2. Macro-economic Outlook
What impact does one financial decision have on another? How does each financial choice you make effect your entire plan?These are macro-economic questions and they are critical to your success. Each time you make a money decision, the BIG PICTURE should be discussed and addressed. While it is not possible to avoid every negative potentiality in every decision, you need to be aware of the competing interests to make the best decision for you.
If your advisor fails at #1 above, it is very unlikely that he will succeed here. In truth, if you have a sound system of financial planning, most financial decisions will become pretty clear. On the other hand, trying to solve your financial problems by buying products is akin to trying to shoot a lower golf score by getting a new set of clubs. It's possible, but highly unlikely.
3. Paying Yourself First
A rule for financial success that appears repeatedly in the good literature is: Pay Yourself First. Another way to say the same thing is SAVE, SAVE, SAVE.
Saving (and spending less than you make) is the surest way to economic freedom. If you want to do away with advisors altogether then follow this rule assiduously and you will do fine. However, my experience has been that most people need an advisor to constantly remind them of this rule, encourage them to follow it and insist on saving for savings sake.
Following the rules set out above, the best advisors seek out a system that will account for the macro-economic issues while forcing you to save, save, save. The rest is really up to you. After all, you earn the money so how do you want to use it?
Thursday, September 2, 2010
The Best Place To Store Money
Here are a few excerpts from an article in this month's Financial Planning magazine entitled: Better Than Nothing:
- Clients are piling up cash for both anticipated spending needs and future opportunities. But where do you put it? In the country of the 0% money fund, the 1% payer is king.
- Financial planners are scrambling to find safe places for cash holdings, along with yields that actually enter single-digit territory.
- "I've been using an account that pays 1.05%," says Rich Chambers...."That may not be great but, as I tell clients, that's 105 times better than a money market fund paying 0.01%."
- ....FDIC-insured bank accounts are increasingly appealing. Even so, bank deposits are not fool-proof. Through August, 83 banks failed in the U.S. this year.
- For cash equivalents today, yields above 3% are truly king size. However, investors who don this type of crown may have real reason to feel uneasy. [My note: This last statement refers to the level of risk people are taking with their cash in non-FDIC insured investments.]
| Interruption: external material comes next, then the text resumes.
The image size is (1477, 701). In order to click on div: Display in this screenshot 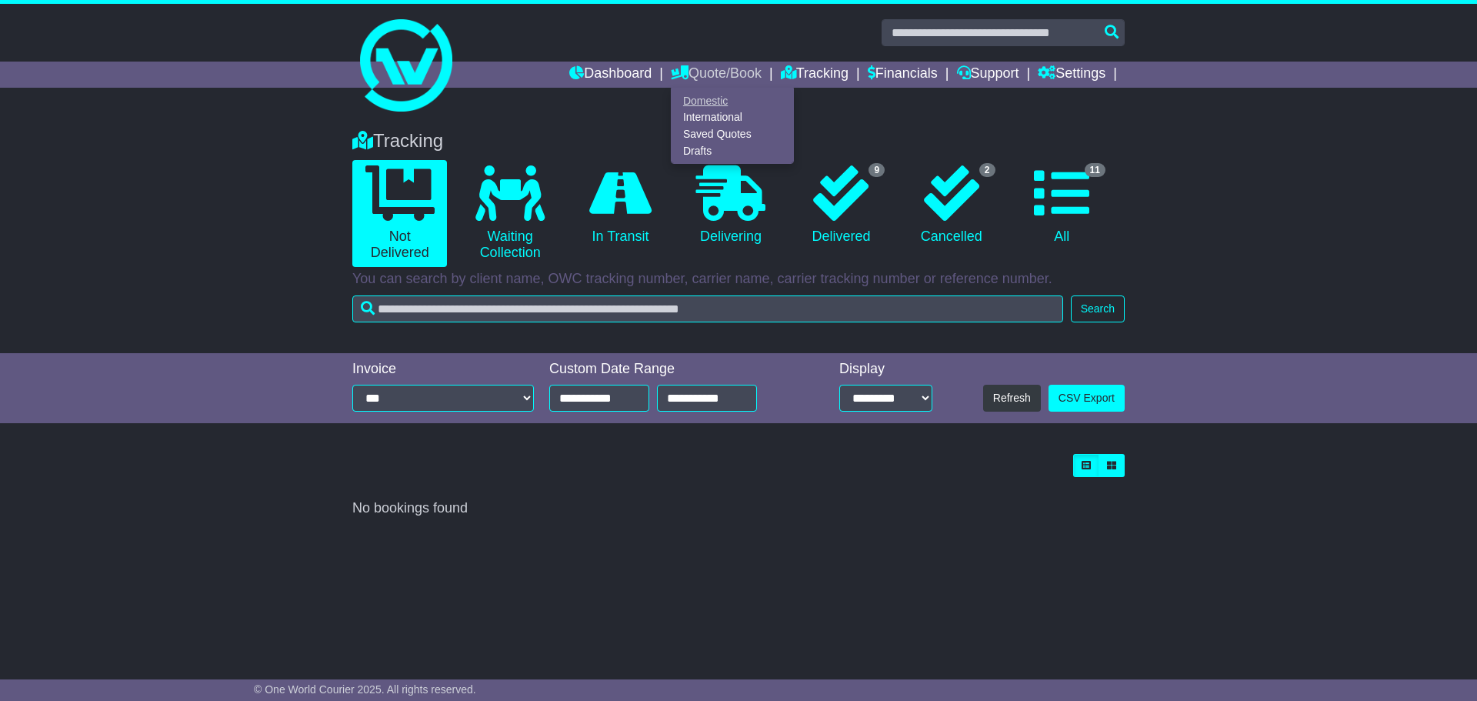, I will do `click(886, 369)`.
Throughout the article, the author quotes "experts" who are heralding 1, 2 and 3% taxable returns, many with market, interest rate and other risks. One more quote:
"An ultra-short fund can lose principal, so these funds are suitable only for clients willing to take a loss."
Now who wants to LOSE money on their cash savings? Imagine if your traditional savings account went down one month and your bank said, "Well yes, but you did earn 1% on the balance."
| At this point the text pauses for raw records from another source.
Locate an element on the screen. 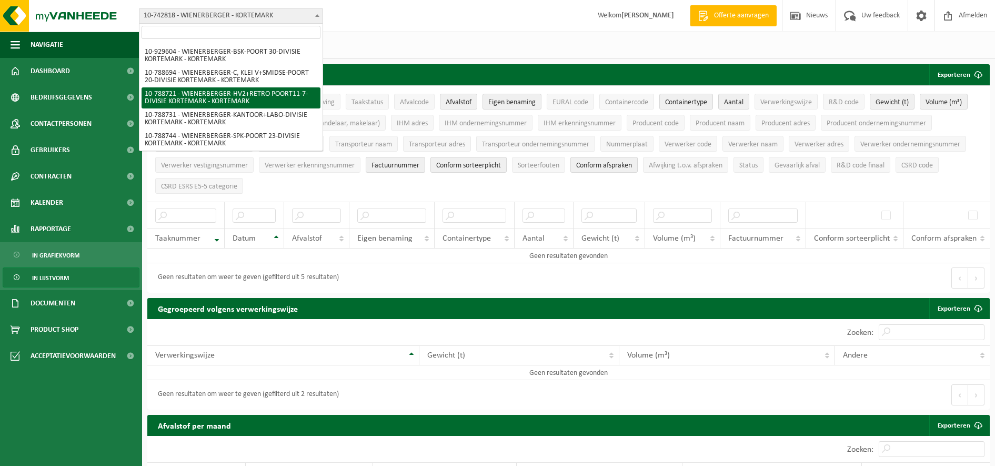 The width and height of the screenshot is (995, 466). span: CSRD ESRS E5-5 categorie is located at coordinates (199, 186).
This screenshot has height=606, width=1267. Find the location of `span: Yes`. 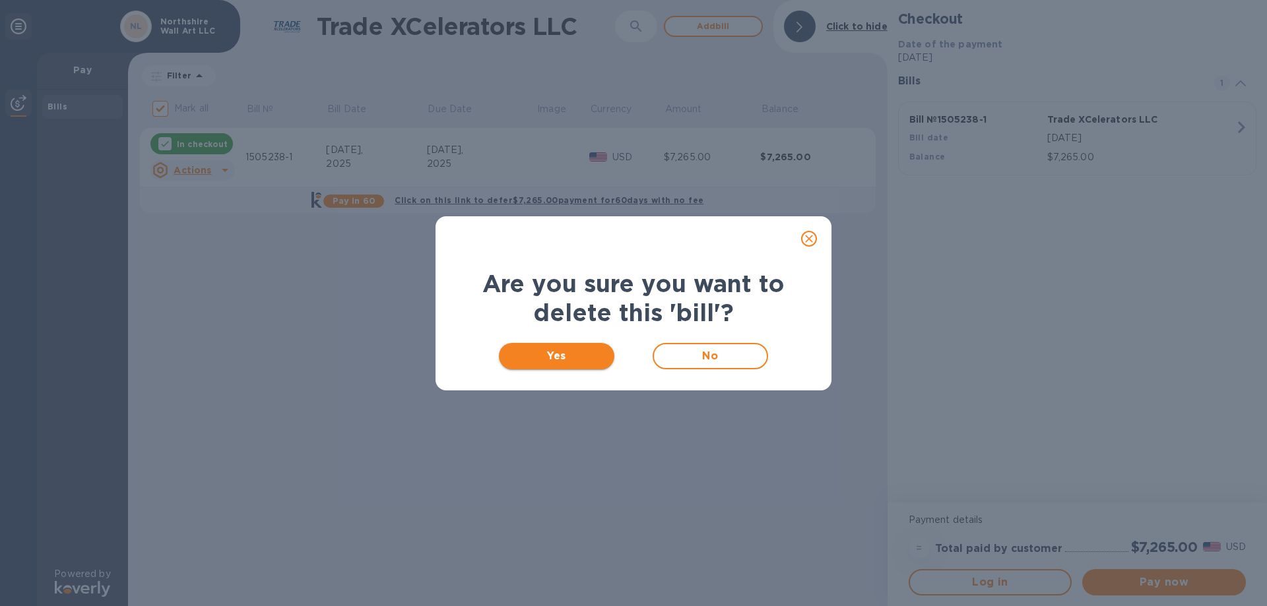

span: Yes is located at coordinates (556, 356).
Incredibly, the safest (at least, historically) and higher yielding option of cash value life insurance was NEVER mentioned in the article. While these experts are willing to put your cash at various risks to squeeze out an extra 2% of TAXABLE yield, there is a very low-risk option that contractually guarantees you a TAX-DEFERRED yield of 3-4% (and it can go higher!). In essence, you could follow their advice OR you could store your cash in a lower-risk "investment" with a return 1.8 times better (and that's 1.8 times better in the lowest tax bracket). Which one do you want?
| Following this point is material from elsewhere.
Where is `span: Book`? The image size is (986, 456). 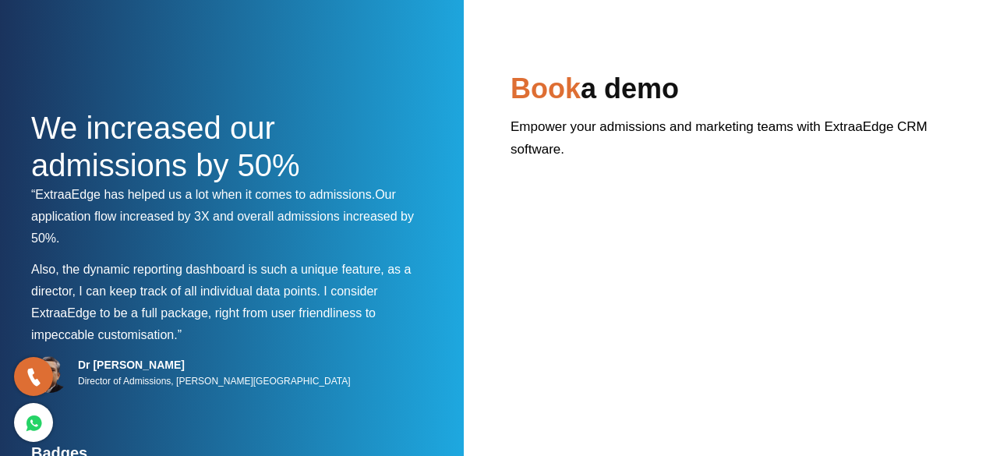
span: Book is located at coordinates (546, 88).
In bad times you discover good investments. Why? Because you can see what really works versus what was promised in the "good times". Everyone that I know that has adopted the "insurance bank" concept, especially those that apply the "be your own banker principles", has now discovered why I consider this to be the "best place to store money."
If you haven't shared this concept with everyone in your family, now is the time to do so. Let's save them from the advice of planners and magazine reporters who still just don't get it!